The Israeli general immortalized in a single, iconic photograph, raising the homemade flag that marked the triumphant end of his nation's war for independence.
Avraham 'Bren' Adan's life was woven into the fabric of Israel's military history from its very first threads. He fought as a young commander in the Palmach, the elite strike force of the Jewish community before statehood, and then stepped into the formal role of an officer in the newborn Israel Defense Forces. His moment of symbolic immortality came at the very end of the 1948 war. Leading a weary armored brigade on a daring dash south to the Red Sea, he reached the abandoned police station at Umm Rashrash. With no official flag at hand, his troops improvised one with ink on a white sheet—the 'Ink Flag.' Adan hoisted it, a moment captured in a photograph that became a national emblem of victory and the founding of Eilat. His subsequent career was no less intense, commanding armored divisions in the Sinai during the 1967 and 1973 wars. A soldier's soldier, he later turned to writing, providing a clear-eyed, analytical record of the battles he helped fight.
1901–1927
Grew up during the Depression, fought World War II, and built the postwar economic boom. Defined by shared sacrifice, institutional trust, and a belief that hard work and loyalty would be rewarded.
Avraham was born in 1926, placing them squarely in The Greatest Generation. The events that shaped this generation — world wars, depression, and rapid industrialization — shaped the world they entered and the choices available to them.
The biggest hits of 1926
#1 Movie
Ben-Hur: A Tale of the Christ
The world at every milestone
Robert Goddard launches the first liquid-fueled rocket
The Empire State Building opens as the world's tallest
World War II begins; The Wizard of Oz premieres
Battle of Midway turns the tide in the Pacific
D-Day: Allied forces land at Normandy
India gains independence; the Dead Sea Scrolls found
Elvis Presley appears on The Ed Sullivan Show
Star Trek premieres on television
Apple Computer founded; US bicentennial
Challenger disaster; Chernobyl nuclear meltdown
Dolly the sheep cloned
Twitter launches; Pluto reclassified as dwarf planet
Curiosity rover lands on Mars; Sandy Hook shooting
His nickname 'Bren' came from the Bren light machine gun he carried during his early service.
The famous 'Ink Flag' photograph was actually staged a day after the initial flag-raising for a newspaper photographer.
After retiring from the military, he served as the Israeli Defense Attaché in Washington, D.C.
“We crossed the Canal with nothing but our wits and our guns.”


EXERCISE DETAILS | Word for word, write out the entries that follow, omitting all pictures.

(Data records)
□ □ □ □ □
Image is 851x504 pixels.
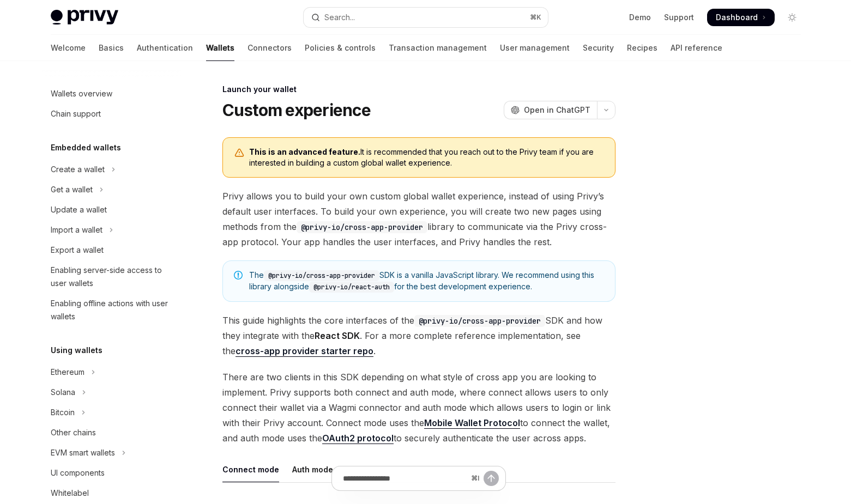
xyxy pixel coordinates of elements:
code: @privy-io/cross-app-provider [296,221,427,233]
span: Dashboard [716,12,757,23]
a: API reference [670,35,723,61]
a: OAuth2 protocol [322,433,394,444]
a: Export a wallet [41,241,182,260]
button: Toggle EVM smart wallets section [41,443,182,463]
button: Toggle Solana section [41,383,182,402]
input: Ask a question... [343,467,467,490]
a: Mobile Wallet Protocol [424,417,520,428]
a: Policies & controls [305,35,376,61]
a: Transaction management [389,35,487,61]
div: Solana [50,386,75,398]
span: ⌘ K [530,13,541,22]
div: Bitcoin [50,406,74,419]
a: Demo [629,12,651,23]
svg: Warning [234,148,245,158]
button: Send message [484,470,499,485]
span: Privy allows you to build your own custom global wallet experience, instead of using Privy’s defa... [222,188,615,250]
div: Whitelabel [50,486,89,499]
a: Wallets overview [41,84,182,104]
img: light logo [50,10,118,25]
code: @privy-io/cross-app-provider [415,315,545,326]
a: Connectors [248,35,292,61]
button: Toggle Import a wallet section [41,220,182,240]
code: @privy-io/cross-app-provider [264,270,379,281]
span: There are two clients in this SDK depending on what style of cross app you are looking to impleme... [222,370,615,446]
svg: Note [234,271,242,280]
a: Update a wallet [41,200,182,220]
a: User management [500,35,570,61]
button: Toggle Create a wallet section [41,160,182,179]
div: Create a wallet [50,163,105,176]
div: Import a wallet [50,223,103,236]
span: This guide highlights the core interfaces of the SDK and how they integrate with the . For a more... [222,313,615,358]
strong: cross-app provider starter repo [235,345,373,356]
b: This is an advanced feature. [249,147,360,157]
div: Auth mode [292,457,333,482]
button: Open search [304,8,548,28]
div: Ethereum [50,365,85,379]
span: The SDK is a vanilla JavaScript library. We recommend using this library alongside for the best d... [249,269,604,293]
a: Enabling server-side access to user wallets [41,260,182,293]
span: Open in ChatGPT [524,105,590,115]
a: cross-app provider starter repo [235,345,373,357]
div: Wallets overview [50,87,113,100]
div: Connect mode [222,457,279,482]
h1: Custom experience [222,100,370,119]
a: Authentication [137,35,193,61]
div: Search... [325,11,355,24]
h5: Embedded wallets [50,141,121,154]
div: Export a wallet [50,244,104,256]
a: Dashboard [707,9,775,26]
div: Other chains [50,426,96,439]
a: Enabling offline actions with user wallets [41,293,182,326]
span: It is recommended that you reach out to the Privy team if you are interested in building a custom... [249,146,604,169]
a: Security [583,35,614,61]
a: UI components [41,463,182,482]
a: Recipes [627,35,658,61]
button: Open in ChatGPT [504,101,597,119]
div: Enabling offline actions with user wallets [50,297,175,323]
h5: Using wallets [50,344,103,357]
div: UI components [50,467,105,479]
button: Toggle dark mode [783,9,801,26]
a: Chain support [41,104,182,124]
a: Wallets [206,35,235,61]
a: Support [664,12,694,23]
div: Get a wallet [50,183,93,196]
button: Toggle Get a wallet section [41,180,182,199]
div: Chain support [50,107,101,120]
a: Whitelabel [41,483,182,503]
div: EVM smart wallets [50,446,115,460]
button: Toggle Ethereum section [41,362,182,382]
strong: React SDK [314,330,359,341]
button: Toggle Bitcoin section [41,402,182,422]
div: Launch your wallet [222,84,615,95]
div: Enabling server-side access to user wallets [50,263,175,290]
a: Basics [99,35,124,61]
div: Update a wallet [50,203,107,216]
a: Other chains [41,422,182,442]
code: @privy-io/react-auth [309,281,394,293]
a: Welcome [50,35,86,61]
□ □ □ □ □
PROBLEM SOLUTION |
Image is 851x504 pixels.
xyxy pixel coordinates of elements:
code: @privy-io/cross-app-provider [296,221,427,233]
span: Dashboard [716,12,757,23]
a: API reference [670,35,723,61]
a: OAuth2 protocol [322,433,394,444]
a: Export a wallet [41,241,182,260]
button: Toggle EVM smart wallets section [41,443,182,463]
button: Toggle Solana section [41,383,182,402]
input: Ask a question... [343,467,467,490]
a: Mobile Wallet Protocol [424,417,520,428]
a: Policies & controls [305,35,376,61]
a: Transaction management [389,35,487,61]
div: Solana [50,386,75,398]
span: ⌘ K [530,13,541,22]
div: Bitcoin [50,406,74,419]
a: Demo [629,12,651,23]
svg: Warning [234,148,245,158]
button: Send message [484,470,499,485]
span: Privy allows you to build your own custom global wallet experience, instead of using Privy’s defa... [222,188,615,250]
div: Whitelabel [50,486,89,499]
a: Wallets overview [41,84,182,104]
img: light logo [50,10,118,25]
code: @privy-io/cross-app-provider [415,315,545,326]
a: Connectors [248,35,292,61]
button: Toggle Import a wallet section [41,220,182,240]
code: @privy-io/cross-app-provider [264,270,379,281]
span: There are two clients in this SDK depending on what style of cross app you are looking to impleme... [222,370,615,446]
svg: Note [234,271,242,280]
a: Update a wallet [41,200,182,220]
a: User management [500,35,570,61]
button: Toggle Create a wallet section [41,160,182,179]
div: Create a wallet [50,163,105,176]
div: Import a wallet [50,223,103,236]
span: This guide highlights the core interfaces of the SDK and how they integrate with the . For a more... [222,313,615,358]
strong: cross-app provider starter repo [235,345,373,356]
b: This is an advanced feature. [249,147,360,157]
div: Auth mode [292,457,333,482]
button: Open search [304,8,548,28]
div: Ethereum [50,365,85,379]
span: The SDK is a vanilla JavaScript library. We recommend using this library alongside for the best d... [249,269,604,293]
a: Enabling server-side access to user wallets [41,260,182,293]
span: Open in ChatGPT [524,105,590,115]
a: cross-app provider starter repo [235,345,373,357]
div: Wallets overview [50,87,113,100]
div: Connect mode [222,457,279,482]
h1: Custom experience [222,100,370,119]
a: Authentication [137,35,193,61]
div: Search... [325,11,355,24]
h5: Embedded wallets [50,141,121,154]
div: Export a wallet [50,244,104,256]
a: Dashboard [707,9,775,26]
div: Other chains [50,426,96,439]
a: Enabling offline actions with user wallets [41,293,182,326]
span: It is recommended that you reach out to the Privy team if you are interested in building a custom... [249,146,604,169]
a: Security [583,35,614,61]
a: UI components [41,463,182,482]
a: Recipes [627,35,658,61]
button: Open in ChatGPT [504,101,597,119]
div: Enabling offline actions with user wallets [50,297,175,323]
h5: Using wallets [50,344,103,357]
div: UI components [50,467,105,479]
button: Toggle dark mode [783,9,801,26]
a: Chain support [41,104,182,124]
a: Wallets [206,35,235,61]
a: Support [664,12,694,23]
div: Get a wallet [50,183,93,196]
button: Toggle Get a wallet section [41,180,182,199]
div: Chain support [50,107,101,120]
a: Whitelabel [41,483,182,503]
div: EVM smart wallets [50,446,115,460]
button: Toggle Ethereum section [41,362,182,382]
strong: React SDK [314,330,359,341]
button: Toggle Bitcoin section [41,402,182,422]
div: Launch your wallet [222,84,615,95]
div: Enabling server-side access to user wallets [50,263,175,290]
a: Basics [99,35,124,61]
div: Update a wallet [50,203,107,216]
a: Other chains [41,422,182,442]
code: @privy-io/react-auth [309,281,394,293]
a: Welcome [50,35,86,61]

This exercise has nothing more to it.